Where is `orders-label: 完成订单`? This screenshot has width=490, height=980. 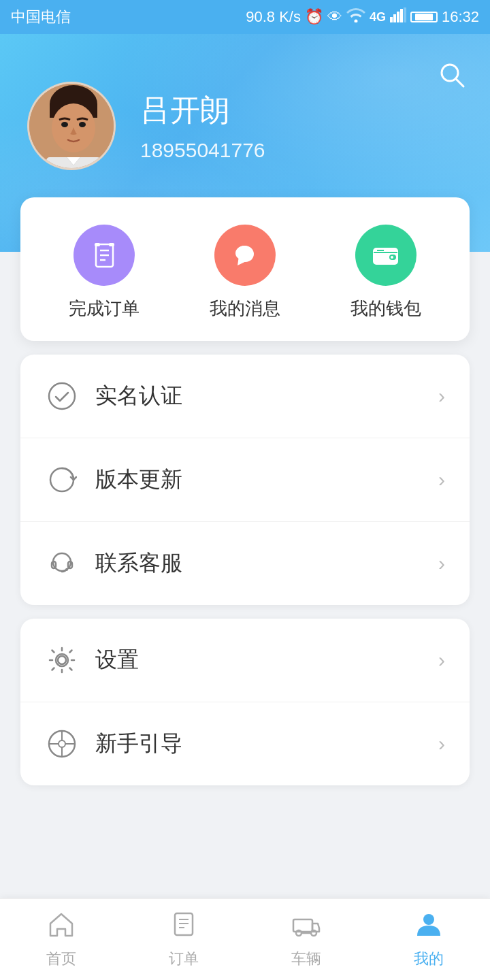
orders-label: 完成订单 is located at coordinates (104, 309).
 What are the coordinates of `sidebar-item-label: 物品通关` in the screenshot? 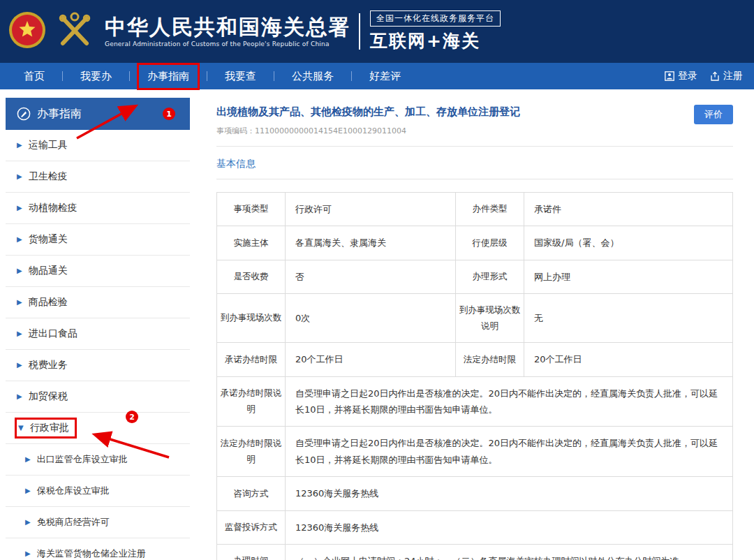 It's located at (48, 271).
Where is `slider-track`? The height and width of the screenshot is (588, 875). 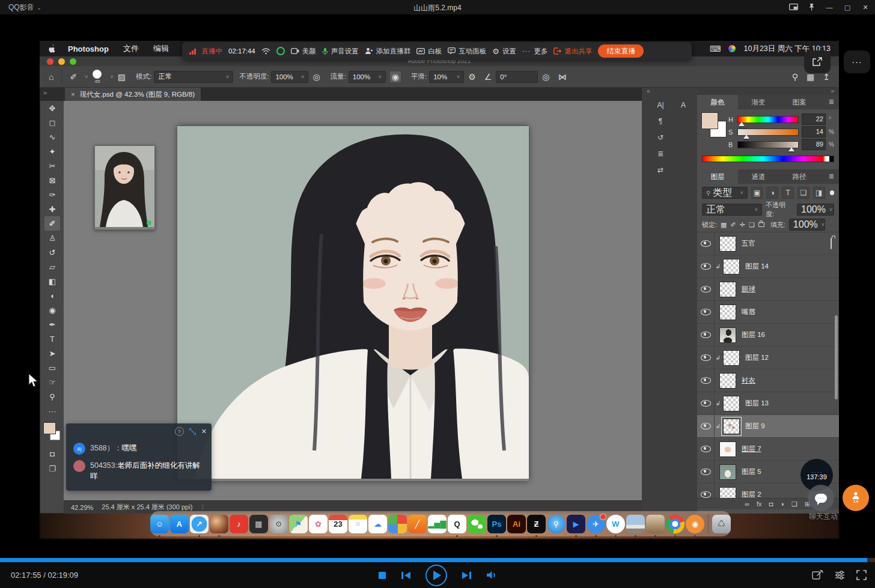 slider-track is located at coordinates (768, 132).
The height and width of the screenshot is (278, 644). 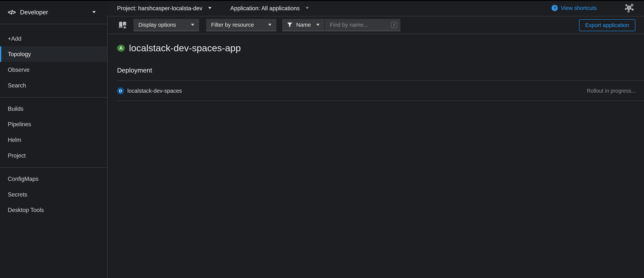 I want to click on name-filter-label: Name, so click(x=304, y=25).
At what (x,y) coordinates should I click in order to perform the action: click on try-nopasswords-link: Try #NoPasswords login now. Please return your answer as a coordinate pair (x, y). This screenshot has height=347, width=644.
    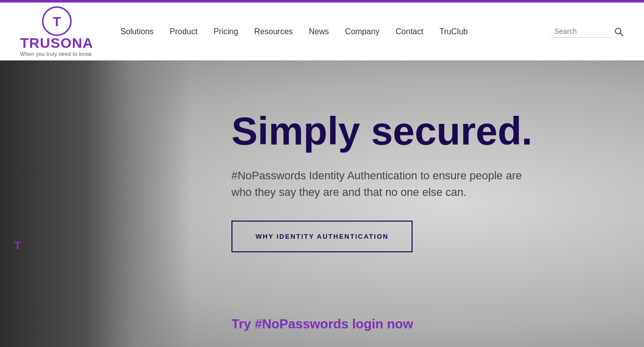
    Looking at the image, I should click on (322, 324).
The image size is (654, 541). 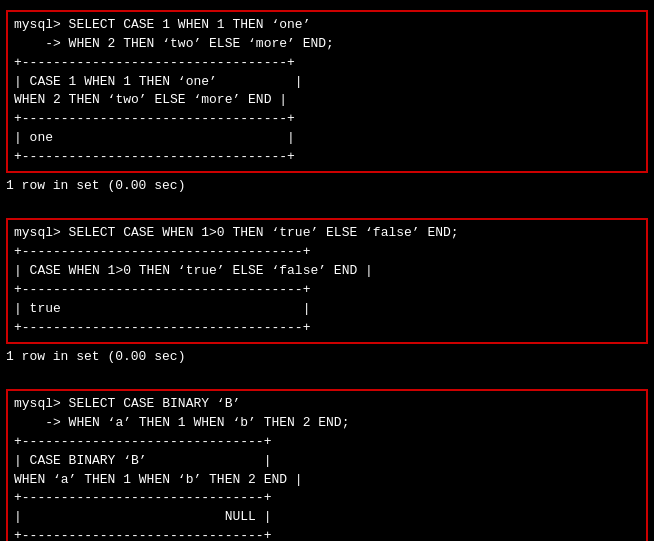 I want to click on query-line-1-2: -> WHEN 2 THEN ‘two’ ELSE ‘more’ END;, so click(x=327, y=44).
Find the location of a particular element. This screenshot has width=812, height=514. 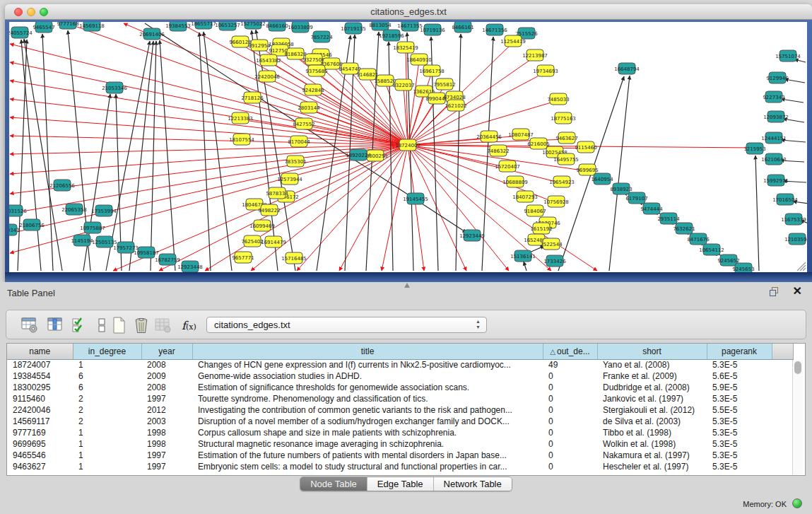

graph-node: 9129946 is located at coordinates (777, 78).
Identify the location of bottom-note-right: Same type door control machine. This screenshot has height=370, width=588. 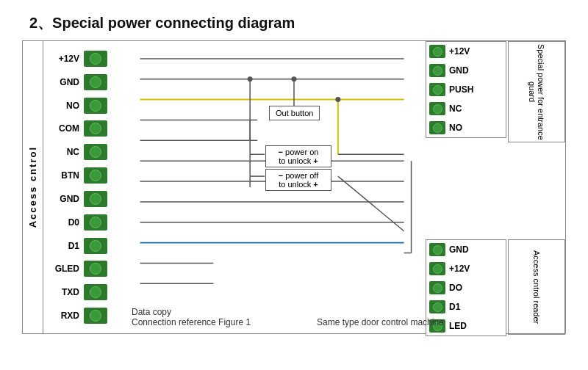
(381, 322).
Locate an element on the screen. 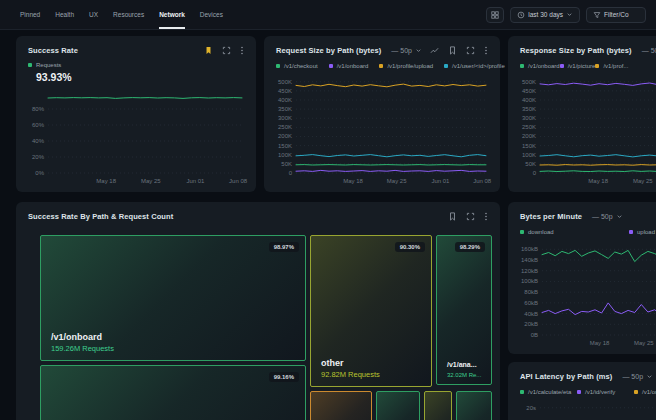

______

#### WHAT TO WORK ON:
Return only the lines from the line containing "Identify the location" through the last line of the records above, both ends included, exactly as written, leaving pictures out.

#### SOLUTION TO THIS TASK:
Identify the location of bottom-note-right: Same type door control machine. This screenshot has height=370, width=588. 
(381, 322).
Locate an element on the screen. 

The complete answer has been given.